Over the years what I saw at the IAJE conventions increasingly bothered me and made me feel uncomforable, to the point where if I knew the convention was in New York I made it a point NOT to go out that week to hear any music. The conventions came to symbolize to me just how insular and out of touch jazz is with the mainstream world. Instead of coming together to celebrate the music and figure out ways of expanding its place in our world, I felt like I was seeing thousands of people there fight over the crumbs that exist in the current music marketplace. So few people seemed to be asking the deeper questions that plague jazz currently... What are the literally thousands of people who graduate every year from iniversity jazz programs worldwide going to do in a world largely indifferent to this music? Shouldn't we have been asking why people aren't listening to this music, why is there an ever decreasing number of performance venues that offer artists a real possibility of advancing the music and perhaps bringing it back to a place of social relevance again? How can we create real jazz listeners for the future, and make what we do more digestable to the general public without compromising the art form?

Eventually, any educational world artificially constructed to fill a void of opportunity will topple if it does not teach something relevant to the society in which it operates. From my limited knowledge of what was or was not happening at the IAJE conferences (I didn't go to one since 2000 or so) I think this depressing realization drew the most promising and vital people away from the organization and eventually led to its demise, probably along with some bad financial management, which the courts are now left to decide on. I do believe that teaching jazz in schools passionately and effectively does help create audiences for the future, and I am sure this originally motivated the people who created IAJE. However, I think it eventually was hijacked by a number of short-sighted individuals who saw the organization as a vehicle for self-promotion instead of a place to train effective educators and engage in a serious and broad-minded dialogue. I hope that the jazz world can learn a lesson from this and create something more effective and sustainable in the future.

Kiva.org

Once in a while the internet really does challenge our view of the world, becoming something more than just of way of looking up old friends from high school, checking the weather, and ordering things we don't really need. (Just this morning, I bought online two books, a collar for my cat, and a pet fountain for the water-deprived little princess as well.)

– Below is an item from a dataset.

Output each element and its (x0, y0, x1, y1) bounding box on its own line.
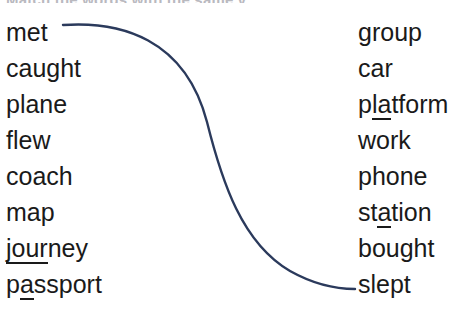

A few months ago, the NY Times did a story about a website called kiva.org that arranges interest-free microloans to entrepreneurs and small businesses around the world, many in countries that don't have institutionalized and supportive lending practices. What this means is that ordinary people with a bit of disposable income can make loans to people anywhere in the world, allowing impoverished people who otherwise would not be able to start or sustain their business access to non-predatory credit. Ordinary citizens can now band together by loaning often trivial amounts of money and help somebody in Sierra Leonne who wishes to invest in his small pharmacy and thus bring needed medicine to his community, or a Bolivian father of three wishing to start an auto-repair business to support his family. Over the course of the loan, you can track the recipient's progress and once the loans are repaid (they have a very high repayment rate), you are notified by Kiva and can either withdraw your money or redistribute it to others in need.

Beyond charitable-gift giving, Kiva offers a vision, one of ordinary citizens bucking the monetary systems of the globe and lending one another a hand, with very little organizational overhead. Part of the reason we live in a world of such horrible inequities of wealth is due to corruption and corporate control of the marketplace, which puts emphasis on quantity and global markets over community. Kiva and the micro-lending movement that the internet is now making possible has the potential to impact this.